Wednesday 21 September 2016

Welton Road Cemetery, Daventry

Today has not been particularly hot (about 21 degrees Celsius) but has been sticky and sultry. Not perhaps the best of days for a long walk but I resolved to go out and stretch my legs. I made Daventry's Welton Road Cemetery my target, having passed it many times but never entered.


A municipal cemetery tends to be well-maintained to the point where nature barely has a toehold, but there is generally something worthy of note. There are usually some odd things to be seen too. Some are quirky and deliberate:


 
Others are unfortunate, like this misspelling:







And then there was the case of someone apparently buried in a wheelbarrow:



Of course, my main objective was wildlife. The plant family Plasticaceae was well represented, with Polythenus vulgaris much in evidence. However as well as plastic creations there were some real flowers to be seen, including Platycodon grandiflorus.
Platcodon grandiflorus in flower at Welton Road Cemetery, Daventry.
21 September, 2016

This member of the Campanulaceae (and thus related to harebells, etc) is frequently called the Balloon Flower, on account of the inflated 'balloon' created by the unopened petals. Hailing from northern China and Japan, it has become a very familiar plant in our gardens.


The plant is often called the Balloon Flower.
The burial area is surrounded by conifers, principally Lawson's Cypress, Chamaecyparis lawsoniana. The Latin name seem inappropriate, as 'chamae' means 'low' and yet this tree will sometimes attain a height of 45 metres.  On virtually all the trees I examined there were specimens of Juniper Shieldbug, Cyphostethus tristriatus. The rapid spread of this bug and its change in status from a rarity largely confined to south east England to a very widespread insect is well known. Once it found that Lawson's Cypress was to its liking it soon, with its boomerang-shaped markings, became familiar to entomologists.

Juniper Shieldbug on Lawson's Cypress. Welton Road Cemetery,
 Daventry. 21 September, 2016
As the photograph shows, these amber markings on the forewings allow the bug - for it is a true bug - to blend in to its background remarkably well.


Cemeteries are hardly exciting places but I must say that this is a well- maintained site, compared with the dreadful condition prevailing in parts of Banbury's Southam Road Cemetery.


## Your task
Down to the last line, set down the material below exactly; skip the pictures.

## Extracted data
--
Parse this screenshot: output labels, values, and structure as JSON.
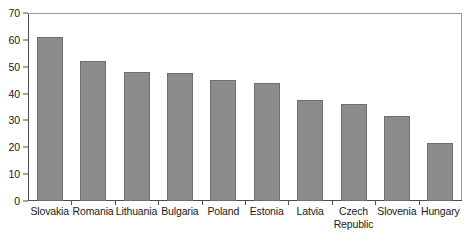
{
  "chart_data": {
    "type": "bar",
    "title": "",
    "xlabel": "",
    "ylabel": "",
    "categories": [
      "Slovakia",
      "Romania",
      "Lithuania",
      "Bulgaria",
      "Poland",
      "Estonia",
      "Latvia",
      "Czech Republic",
      "Slovenia",
      "Hungary"
    ],
    "category_lines": [
      [
        "Slovakia"
      ],
      [
        "Romania"
      ],
      [
        "Lithuania"
      ],
      [
        "Bulgaria"
      ],
      [
        "Poland"
      ],
      [
        "Estonia"
      ],
      [
        "Latvia"
      ],
      [
        "Czech",
        "Republic"
      ],
      [
        "Slovenia"
      ],
      [
        "Hungary"
      ]
    ],
    "values": [
      61,
      52,
      48,
      47.5,
      45,
      44,
      37.5,
      36,
      31.5,
      21.5
    ],
    "ylim": [
      0,
      70
    ],
    "ytick_labels": [
      "0",
      "10",
      "20",
      "30",
      "40",
      "50",
      "60",
      "70"
    ],
    "ytick_values": [
      0,
      10,
      20,
      30,
      40,
      50,
      60,
      70
    ],
    "grid": false,
    "legend": null,
    "bar_color": "#8c8c8c",
    "bar_border_color": "#6f6f6f",
    "axis_color": "#4d4d4d",
    "frame_color": "#9a9a9a",
    "text_color": "#1a1a1a"
  }
}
--
## Result
Parse this screenshot: output labels, values, and structure as JSON.
{
  "chart_data": {
    "type": "bar",
    "title": "",
    "xlabel": "",
    "ylabel": "",
    "categories": [
      "Slovakia",
      "Romania",
      "Lithuania",
      "Bulgaria",
      "Poland",
      "Estonia",
      "Latvia",
      "Czech Republic",
      "Slovenia",
      "Hungary"
    ],
    "category_lines": [
      [
        "Slovakia"
      ],
      [
        "Romania"
      ],
      [
        "Lithuania"
      ],
      [
        "Bulgaria"
      ],
      [
        "Poland"
      ],
      [
        "Estonia"
      ],
      [
        "Latvia"
      ],
      [
        "Czech",
        "Republic"
      ],
      [
        "Slovenia"
      ],
      [
        "Hungary"
      ]
    ],
    "values": [
      61,
      52,
      48,
      47.5,
      45,
      44,
      37.5,
      36,
      31.5,
      21.5
    ],
    "ylim": [
      0,
      70
    ],
    "ytick_labels": [
      "0",
      "10",
      "20",
      "30",
      "40",
      "50",
      "60",
      "70"
    ],
    "ytick_values": [
      0,
      10,
      20,
      30,
      40,
      50,
      60,
      70
    ],
    "grid": false,
    "legend": null,
    "bar_color": "#8c8c8c",
    "bar_border_color": "#6f6f6f",
    "axis_color": "#4d4d4d",
    "frame_color": "#9a9a9a",
    "text_color": "#1a1a1a"
  }
}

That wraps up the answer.